Its helpful for all team members to be, as you put it, "competent and fast", its not absolutely necessary (in order for Scrum to work), and in a lot of companies, its not the case.
The purpose of Scrum is to highlight issues and bottlenecks in the 'system' so they can be addressed.
"Wide skill variances in team members skillsets" is one such problem, and a fairly common one. One remedy is to drop the dead weight, either through management/hr action or natural attrition. Another remedy is to upgrade the skills of the people who are "behind" using the people who are "ahead" as mentors.
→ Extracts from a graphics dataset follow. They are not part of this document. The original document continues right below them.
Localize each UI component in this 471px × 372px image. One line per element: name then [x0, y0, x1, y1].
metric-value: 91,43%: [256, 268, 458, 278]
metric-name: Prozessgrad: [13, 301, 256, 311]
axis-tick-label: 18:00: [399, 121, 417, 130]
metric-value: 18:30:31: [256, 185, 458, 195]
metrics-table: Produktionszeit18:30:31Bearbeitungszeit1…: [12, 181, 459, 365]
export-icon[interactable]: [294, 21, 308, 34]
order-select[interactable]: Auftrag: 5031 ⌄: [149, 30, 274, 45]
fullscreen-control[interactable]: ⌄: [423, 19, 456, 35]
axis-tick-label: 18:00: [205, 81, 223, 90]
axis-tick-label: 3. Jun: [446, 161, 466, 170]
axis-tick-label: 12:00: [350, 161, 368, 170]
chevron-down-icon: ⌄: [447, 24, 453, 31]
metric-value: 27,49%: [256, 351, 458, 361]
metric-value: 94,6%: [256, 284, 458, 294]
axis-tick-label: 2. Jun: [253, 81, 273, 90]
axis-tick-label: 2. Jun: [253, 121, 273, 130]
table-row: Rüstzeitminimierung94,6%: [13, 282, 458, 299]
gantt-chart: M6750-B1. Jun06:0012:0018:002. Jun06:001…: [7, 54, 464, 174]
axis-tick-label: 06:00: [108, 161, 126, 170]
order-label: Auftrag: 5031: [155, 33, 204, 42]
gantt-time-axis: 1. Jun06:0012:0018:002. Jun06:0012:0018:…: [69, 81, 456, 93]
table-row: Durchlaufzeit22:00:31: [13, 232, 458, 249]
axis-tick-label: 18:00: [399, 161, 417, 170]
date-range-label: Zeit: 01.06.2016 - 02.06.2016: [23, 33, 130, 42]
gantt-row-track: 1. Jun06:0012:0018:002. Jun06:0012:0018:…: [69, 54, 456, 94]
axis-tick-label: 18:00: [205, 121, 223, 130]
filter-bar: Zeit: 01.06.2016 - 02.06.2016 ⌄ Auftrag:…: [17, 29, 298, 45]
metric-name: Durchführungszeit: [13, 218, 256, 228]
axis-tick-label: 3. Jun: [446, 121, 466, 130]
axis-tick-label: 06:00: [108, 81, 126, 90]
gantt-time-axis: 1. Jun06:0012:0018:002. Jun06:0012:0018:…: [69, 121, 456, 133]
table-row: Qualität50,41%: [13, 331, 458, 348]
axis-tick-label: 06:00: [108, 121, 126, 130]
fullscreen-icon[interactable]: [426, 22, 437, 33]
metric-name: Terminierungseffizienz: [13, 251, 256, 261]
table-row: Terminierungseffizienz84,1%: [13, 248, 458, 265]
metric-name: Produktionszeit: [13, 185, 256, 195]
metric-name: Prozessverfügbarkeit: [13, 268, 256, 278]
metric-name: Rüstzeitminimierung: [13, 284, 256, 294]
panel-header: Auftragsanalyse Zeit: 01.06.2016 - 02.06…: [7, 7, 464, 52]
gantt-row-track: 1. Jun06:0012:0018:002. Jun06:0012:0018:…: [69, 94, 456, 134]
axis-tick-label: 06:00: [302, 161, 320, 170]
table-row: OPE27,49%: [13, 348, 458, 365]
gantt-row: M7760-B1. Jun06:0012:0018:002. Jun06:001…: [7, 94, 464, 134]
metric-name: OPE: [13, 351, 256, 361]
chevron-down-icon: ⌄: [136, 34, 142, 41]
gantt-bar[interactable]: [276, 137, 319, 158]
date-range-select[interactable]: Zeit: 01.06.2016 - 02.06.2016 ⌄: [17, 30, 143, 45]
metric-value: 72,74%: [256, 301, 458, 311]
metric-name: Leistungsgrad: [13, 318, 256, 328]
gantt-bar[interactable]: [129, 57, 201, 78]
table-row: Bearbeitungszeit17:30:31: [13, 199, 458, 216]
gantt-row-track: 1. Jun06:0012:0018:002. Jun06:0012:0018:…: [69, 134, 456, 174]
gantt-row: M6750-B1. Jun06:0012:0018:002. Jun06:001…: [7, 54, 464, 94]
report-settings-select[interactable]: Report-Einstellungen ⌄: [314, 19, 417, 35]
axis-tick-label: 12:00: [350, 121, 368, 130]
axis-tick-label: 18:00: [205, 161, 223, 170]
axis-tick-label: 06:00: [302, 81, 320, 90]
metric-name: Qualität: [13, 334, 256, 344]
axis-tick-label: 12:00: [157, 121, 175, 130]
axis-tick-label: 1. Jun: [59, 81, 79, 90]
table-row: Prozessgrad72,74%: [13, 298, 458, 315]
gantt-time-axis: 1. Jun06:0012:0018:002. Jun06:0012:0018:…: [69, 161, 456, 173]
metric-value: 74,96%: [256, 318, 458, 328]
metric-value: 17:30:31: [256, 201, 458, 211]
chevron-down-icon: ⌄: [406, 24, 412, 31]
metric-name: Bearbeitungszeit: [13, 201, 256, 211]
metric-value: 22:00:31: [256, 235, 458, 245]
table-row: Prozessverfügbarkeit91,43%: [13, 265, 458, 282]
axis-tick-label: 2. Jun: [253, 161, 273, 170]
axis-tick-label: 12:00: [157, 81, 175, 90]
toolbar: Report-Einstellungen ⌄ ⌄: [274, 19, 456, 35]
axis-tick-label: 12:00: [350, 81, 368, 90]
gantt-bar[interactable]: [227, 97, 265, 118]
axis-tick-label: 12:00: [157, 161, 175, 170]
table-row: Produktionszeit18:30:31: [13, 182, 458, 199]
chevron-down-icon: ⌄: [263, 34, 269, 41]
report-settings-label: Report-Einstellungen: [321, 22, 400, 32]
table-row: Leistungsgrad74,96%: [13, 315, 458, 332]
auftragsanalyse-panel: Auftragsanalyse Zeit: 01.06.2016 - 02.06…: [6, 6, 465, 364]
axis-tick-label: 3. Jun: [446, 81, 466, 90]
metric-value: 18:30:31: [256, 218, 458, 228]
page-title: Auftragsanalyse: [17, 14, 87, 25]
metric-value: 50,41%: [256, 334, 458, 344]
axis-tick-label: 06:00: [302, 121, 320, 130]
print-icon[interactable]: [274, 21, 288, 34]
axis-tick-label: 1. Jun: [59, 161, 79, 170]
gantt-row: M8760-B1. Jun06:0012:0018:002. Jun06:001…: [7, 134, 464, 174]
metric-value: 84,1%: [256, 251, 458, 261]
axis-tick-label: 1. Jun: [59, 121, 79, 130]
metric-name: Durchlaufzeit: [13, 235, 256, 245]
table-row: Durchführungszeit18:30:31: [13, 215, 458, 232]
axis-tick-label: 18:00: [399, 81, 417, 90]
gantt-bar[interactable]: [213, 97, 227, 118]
Interesting trait of scrum - whenever there is scrum related discussion the no true Scotsman fallacies immediately pop up. By the way, scrum is actually a methodology to get something out of non-delivering teams. For everybody else it is just like throwing sand into their engine's cylinders.
I would agree with that. When a company brings me in, the first question I ask is "What is the problem you are trying to solve?"
Most of the problems that management think are because of the team are mostly (80%+) caused by people/processes/habits/cultural issues UPSTREAM of the team.
The purpose of Scrum is to highlight issues and bottlenecks in the 'system' so they can be addressed.
"Wide skill variances in team members skillsets" is one such problem, and a fairly common one. One remedy is to drop the dead weight, either through management/hr action or natural attrition. Another remedy is to upgrade the skills of the people who are "behind" using the people who are "ahead" as mentors.